I also designed the output like an API-facing developer tool, not just a script result. The goal was to return something another app could trigger, wait for, and consume directly from the dataset.

I shaped the output so a mobile app could render warnings directly, rather than trying to parse a paragraph. The safety flags are machine-readable. I always return the source_url because in a medical workflow, users need a way to verify what the model summarized. The error_report makes debugging straightforward.

What it looked like in testing

In my tests across 7 languages (EN, ES, FR, DE, JA, ZH, HI), uncached runs usually took around 30–40 seconds, depending mostly on search and translation latency.

Cached runs were usually under 10 seconds because the Actor could skip both the search and localization stages.

The most common failure I saw was Hindi translation timing out when the Lingo.dev free tier was under load.

My most useful test cases were inputs like Advil, Dolo 650, and バファリン because they exposed three different failure modes: brand-name ambiguity, strength-suffix handling, and non-Latin normalization.

Limitations and trade-offs

I want to be honest about what this Actor can't do:

  • There's an inconsistency in brand names. Generic names are the main way that Drugs.com indexes. Results may still be lacking if a regional brand name doesn't normalize cleanly. I currently use a single search query in conjunction with best-effort normalization, which still leaves gaps for brands that are specific to a given region.
  • Seven languages, not all languages. I support English (EN), Spanish (ES), French (FR), German (DE), Japanese (JA), Chinese (ZH), and Hindi (HI). Adding more is straightforward; it's mostly adding entries to the DISCLAIMERS and LANG_NATIVE_NAMES dicts, but each new language needs testing for transliteration quality.
  • Not personalized medical advice. The dosage instructions are general. They don't account for the patient's weight, age, other medications, or conditions. The disclaimer is baked into every output in the patient's language.
  • Drugs.com availability. The Actor relies on Drugs.com being crawlable.
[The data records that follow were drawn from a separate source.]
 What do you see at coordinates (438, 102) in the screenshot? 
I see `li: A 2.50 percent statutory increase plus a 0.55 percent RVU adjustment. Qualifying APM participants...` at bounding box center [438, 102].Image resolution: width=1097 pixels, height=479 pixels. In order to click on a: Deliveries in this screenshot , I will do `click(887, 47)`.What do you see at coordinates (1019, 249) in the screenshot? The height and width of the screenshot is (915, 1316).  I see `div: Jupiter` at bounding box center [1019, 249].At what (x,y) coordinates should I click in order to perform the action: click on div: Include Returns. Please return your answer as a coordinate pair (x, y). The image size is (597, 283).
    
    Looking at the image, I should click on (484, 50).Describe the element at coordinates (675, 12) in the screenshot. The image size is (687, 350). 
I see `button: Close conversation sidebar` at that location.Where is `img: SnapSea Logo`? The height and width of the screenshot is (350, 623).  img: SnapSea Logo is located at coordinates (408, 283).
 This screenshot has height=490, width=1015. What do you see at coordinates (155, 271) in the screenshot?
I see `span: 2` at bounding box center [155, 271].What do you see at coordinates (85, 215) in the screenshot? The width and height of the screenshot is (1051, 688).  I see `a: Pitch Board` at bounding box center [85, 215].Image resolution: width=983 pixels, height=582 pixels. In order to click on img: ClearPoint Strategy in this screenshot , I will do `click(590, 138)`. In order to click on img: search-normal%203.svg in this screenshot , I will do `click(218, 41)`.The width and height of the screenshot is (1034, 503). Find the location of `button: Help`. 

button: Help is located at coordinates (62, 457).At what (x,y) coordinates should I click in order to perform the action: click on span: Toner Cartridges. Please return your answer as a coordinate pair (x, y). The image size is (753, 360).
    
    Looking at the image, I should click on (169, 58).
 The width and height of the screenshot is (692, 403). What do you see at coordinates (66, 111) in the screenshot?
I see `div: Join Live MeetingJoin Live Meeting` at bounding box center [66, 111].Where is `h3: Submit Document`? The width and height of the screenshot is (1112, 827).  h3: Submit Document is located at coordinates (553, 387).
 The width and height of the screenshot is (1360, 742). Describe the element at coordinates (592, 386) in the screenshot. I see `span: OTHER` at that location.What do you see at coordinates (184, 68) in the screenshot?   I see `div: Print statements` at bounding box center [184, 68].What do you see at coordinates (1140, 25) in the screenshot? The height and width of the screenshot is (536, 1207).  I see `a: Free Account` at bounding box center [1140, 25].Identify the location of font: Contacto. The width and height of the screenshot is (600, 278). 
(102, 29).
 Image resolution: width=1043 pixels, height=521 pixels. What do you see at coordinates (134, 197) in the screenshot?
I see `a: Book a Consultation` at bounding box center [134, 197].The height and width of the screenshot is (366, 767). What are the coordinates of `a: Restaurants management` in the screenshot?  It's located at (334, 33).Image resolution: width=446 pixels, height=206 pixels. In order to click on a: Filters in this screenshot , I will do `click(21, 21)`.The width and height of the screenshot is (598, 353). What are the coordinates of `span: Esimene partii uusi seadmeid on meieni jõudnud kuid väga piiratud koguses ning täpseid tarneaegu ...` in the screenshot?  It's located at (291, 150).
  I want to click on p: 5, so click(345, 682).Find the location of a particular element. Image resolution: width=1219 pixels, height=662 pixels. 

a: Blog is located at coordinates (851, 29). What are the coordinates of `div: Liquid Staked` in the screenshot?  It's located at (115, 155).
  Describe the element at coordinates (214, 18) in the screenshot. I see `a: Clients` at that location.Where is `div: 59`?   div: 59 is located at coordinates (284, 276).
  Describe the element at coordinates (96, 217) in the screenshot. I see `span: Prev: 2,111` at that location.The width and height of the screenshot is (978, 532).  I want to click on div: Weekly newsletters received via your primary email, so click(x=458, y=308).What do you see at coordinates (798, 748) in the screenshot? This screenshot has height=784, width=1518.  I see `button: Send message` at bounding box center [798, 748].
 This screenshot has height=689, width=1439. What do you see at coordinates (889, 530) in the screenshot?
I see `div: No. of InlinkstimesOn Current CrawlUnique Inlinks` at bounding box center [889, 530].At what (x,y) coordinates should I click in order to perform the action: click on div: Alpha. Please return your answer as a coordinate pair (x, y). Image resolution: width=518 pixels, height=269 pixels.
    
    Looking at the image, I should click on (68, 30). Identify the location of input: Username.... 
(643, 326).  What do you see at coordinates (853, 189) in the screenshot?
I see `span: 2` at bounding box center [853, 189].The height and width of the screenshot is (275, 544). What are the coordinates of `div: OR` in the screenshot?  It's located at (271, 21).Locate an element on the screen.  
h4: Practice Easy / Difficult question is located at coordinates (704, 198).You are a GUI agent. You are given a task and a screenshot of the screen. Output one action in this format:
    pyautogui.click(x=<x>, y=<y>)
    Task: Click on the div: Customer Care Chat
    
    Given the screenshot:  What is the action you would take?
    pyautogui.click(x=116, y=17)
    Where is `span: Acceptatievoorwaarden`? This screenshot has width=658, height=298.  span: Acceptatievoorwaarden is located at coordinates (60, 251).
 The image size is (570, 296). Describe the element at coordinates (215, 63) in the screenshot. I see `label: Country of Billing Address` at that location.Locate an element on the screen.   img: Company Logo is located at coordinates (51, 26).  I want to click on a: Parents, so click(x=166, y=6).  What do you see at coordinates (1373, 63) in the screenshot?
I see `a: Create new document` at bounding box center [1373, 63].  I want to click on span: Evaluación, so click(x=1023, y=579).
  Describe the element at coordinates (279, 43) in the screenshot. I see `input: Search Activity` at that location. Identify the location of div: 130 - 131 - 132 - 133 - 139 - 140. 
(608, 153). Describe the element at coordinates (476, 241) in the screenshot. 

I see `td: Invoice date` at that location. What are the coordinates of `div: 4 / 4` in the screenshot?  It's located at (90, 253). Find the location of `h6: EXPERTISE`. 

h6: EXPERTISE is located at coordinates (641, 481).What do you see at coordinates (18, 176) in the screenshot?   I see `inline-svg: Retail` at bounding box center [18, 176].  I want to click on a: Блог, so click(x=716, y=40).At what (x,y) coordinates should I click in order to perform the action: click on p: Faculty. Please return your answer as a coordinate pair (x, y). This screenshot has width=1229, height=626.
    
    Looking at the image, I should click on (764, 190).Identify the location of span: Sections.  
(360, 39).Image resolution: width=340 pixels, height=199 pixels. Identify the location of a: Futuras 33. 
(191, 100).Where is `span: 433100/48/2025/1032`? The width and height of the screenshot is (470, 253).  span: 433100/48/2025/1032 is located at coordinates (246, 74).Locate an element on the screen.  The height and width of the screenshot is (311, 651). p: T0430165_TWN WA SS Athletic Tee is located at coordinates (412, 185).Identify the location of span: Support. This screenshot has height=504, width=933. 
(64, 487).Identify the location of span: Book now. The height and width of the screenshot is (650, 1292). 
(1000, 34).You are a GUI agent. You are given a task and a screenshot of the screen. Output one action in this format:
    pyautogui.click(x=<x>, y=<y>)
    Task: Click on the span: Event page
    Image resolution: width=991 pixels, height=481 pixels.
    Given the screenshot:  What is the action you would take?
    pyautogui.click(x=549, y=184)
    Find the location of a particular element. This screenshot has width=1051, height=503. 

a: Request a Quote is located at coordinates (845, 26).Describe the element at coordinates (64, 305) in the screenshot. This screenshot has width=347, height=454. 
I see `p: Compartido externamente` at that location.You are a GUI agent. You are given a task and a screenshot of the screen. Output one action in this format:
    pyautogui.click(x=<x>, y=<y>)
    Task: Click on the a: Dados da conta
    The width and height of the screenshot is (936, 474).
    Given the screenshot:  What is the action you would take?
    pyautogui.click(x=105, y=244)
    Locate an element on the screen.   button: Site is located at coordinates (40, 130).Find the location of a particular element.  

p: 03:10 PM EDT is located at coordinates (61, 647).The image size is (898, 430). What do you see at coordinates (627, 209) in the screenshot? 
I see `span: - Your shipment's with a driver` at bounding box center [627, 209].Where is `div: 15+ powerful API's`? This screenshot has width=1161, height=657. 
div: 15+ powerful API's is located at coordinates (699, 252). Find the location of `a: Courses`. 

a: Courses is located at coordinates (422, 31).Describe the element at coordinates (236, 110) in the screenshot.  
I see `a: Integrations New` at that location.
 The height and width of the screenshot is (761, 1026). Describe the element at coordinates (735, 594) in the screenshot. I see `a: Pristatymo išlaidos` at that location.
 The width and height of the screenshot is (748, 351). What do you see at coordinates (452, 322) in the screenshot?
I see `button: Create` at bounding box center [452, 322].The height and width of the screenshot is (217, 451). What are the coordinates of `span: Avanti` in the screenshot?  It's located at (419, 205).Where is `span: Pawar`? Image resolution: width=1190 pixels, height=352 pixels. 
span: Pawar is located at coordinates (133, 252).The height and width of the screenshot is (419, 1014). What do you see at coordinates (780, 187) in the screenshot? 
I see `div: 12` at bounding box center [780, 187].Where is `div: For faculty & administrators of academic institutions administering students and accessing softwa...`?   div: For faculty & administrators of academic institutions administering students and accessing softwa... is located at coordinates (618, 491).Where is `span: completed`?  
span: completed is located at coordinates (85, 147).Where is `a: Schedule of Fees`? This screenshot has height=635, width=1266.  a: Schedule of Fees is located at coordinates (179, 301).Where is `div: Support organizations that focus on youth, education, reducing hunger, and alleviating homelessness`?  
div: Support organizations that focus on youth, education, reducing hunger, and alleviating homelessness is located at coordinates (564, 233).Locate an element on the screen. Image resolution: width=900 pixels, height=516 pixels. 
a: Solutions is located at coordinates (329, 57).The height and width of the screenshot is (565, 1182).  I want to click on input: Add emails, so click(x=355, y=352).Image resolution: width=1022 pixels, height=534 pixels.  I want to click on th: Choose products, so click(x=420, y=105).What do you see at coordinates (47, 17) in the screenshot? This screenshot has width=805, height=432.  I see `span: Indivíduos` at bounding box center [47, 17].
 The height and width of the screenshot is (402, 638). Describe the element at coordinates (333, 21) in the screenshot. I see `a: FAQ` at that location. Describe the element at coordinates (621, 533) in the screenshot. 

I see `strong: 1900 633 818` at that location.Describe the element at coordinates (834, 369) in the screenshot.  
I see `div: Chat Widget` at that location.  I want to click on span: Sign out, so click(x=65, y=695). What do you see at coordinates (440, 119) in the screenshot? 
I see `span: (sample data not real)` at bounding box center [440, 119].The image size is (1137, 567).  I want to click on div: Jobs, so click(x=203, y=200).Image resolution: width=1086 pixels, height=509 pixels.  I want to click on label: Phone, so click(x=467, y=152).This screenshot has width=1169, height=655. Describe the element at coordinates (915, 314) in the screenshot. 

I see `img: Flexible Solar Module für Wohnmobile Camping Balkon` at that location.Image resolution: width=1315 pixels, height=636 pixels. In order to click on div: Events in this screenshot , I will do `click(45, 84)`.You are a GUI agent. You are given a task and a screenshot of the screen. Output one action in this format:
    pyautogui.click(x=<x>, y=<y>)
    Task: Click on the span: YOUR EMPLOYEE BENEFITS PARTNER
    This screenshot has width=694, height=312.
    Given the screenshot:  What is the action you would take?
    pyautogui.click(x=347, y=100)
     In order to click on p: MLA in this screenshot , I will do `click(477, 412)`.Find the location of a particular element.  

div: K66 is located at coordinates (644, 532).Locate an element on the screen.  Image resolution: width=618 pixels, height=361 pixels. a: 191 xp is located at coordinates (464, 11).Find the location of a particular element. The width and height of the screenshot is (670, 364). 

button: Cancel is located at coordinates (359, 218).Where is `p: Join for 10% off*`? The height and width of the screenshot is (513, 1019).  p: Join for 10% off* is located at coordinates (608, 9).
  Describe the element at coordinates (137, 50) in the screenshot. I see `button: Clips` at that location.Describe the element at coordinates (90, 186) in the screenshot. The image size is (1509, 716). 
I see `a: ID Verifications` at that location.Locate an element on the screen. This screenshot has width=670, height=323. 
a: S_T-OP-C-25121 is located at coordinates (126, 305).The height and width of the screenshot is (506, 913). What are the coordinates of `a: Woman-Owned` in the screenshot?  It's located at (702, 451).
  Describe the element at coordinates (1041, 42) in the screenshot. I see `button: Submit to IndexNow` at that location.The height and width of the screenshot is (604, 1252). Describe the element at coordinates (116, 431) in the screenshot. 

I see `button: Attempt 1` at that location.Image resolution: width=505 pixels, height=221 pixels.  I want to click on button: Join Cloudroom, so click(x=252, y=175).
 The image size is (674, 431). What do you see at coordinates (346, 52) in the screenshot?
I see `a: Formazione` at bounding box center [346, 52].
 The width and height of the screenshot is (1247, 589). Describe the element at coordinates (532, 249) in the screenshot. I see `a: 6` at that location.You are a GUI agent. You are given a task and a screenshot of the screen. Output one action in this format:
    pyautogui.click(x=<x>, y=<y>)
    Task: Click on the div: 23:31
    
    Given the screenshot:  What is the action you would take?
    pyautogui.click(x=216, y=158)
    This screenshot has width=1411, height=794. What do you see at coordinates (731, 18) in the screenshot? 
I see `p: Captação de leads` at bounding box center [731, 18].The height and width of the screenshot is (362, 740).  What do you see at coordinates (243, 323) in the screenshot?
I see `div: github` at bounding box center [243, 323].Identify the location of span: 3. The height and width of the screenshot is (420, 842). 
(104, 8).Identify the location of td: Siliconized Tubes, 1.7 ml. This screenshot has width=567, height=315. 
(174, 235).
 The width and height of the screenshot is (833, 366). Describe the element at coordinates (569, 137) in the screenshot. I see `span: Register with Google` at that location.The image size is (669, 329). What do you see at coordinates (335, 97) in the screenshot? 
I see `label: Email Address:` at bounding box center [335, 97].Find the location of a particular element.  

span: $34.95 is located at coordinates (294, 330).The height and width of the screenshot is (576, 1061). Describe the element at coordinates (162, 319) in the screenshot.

If they change their structure or rate-limit aggressively, the search stage will fail (and the error_report will tell you).

What I'd do differently

If I rebuilt this tomorrow, I’d change three things:

  • Start with caching from day one. I added it late, and refactoring around the key-value store cost me time. Apify's store API is so simple that there's no reason not to have it from the start.
  • Test transliteration edge cases earlier. The valid_transliteration() validator went through five rewrites. I kept discovering new failure modes, prompts being echoed back, phonetic labels appearing in the results, and digit suffixes getting mangled. More systematic testing up front would have saved me hours.
  • Consider a direct Drugs.com scraper. Using Google Search Scraper to find Drugs.com pages works, but adds a degree of indirection. A purpose-built Drugs.com Actor would be more reliable and would let me extract structured data (dosage tables, interaction lists) rather than snippet text.

Conclusion

Building the Medicine Simplifier taught me a lot about prompt engineering and the difference between translation and localization, but the biggest takeaway was how well this kind of project fits the Actor model.

What made this project actually usable wasn’t just Gemini or Lingo.dev. It was the Actor model itself: one Actor for orchestration, one Actor reused for search, a key-value store for cheap caching, and structured output so the result was already usable by downstream apps.

If I iterate on this again, the next version will probably replace the Google Search step with a dedicated Drugs.com scraper Actor so I can extract more structured dosage and interaction data directly.

If you’re building something on top of it, a health chatbot, a pharmacy integration, or another multilingual health tool, I’d genuinely love to hear about it.

⚠️
Always consult a doctor or pharmacist before taking any medication. This Actor is a developer tool, not a substitute for professional medical advice.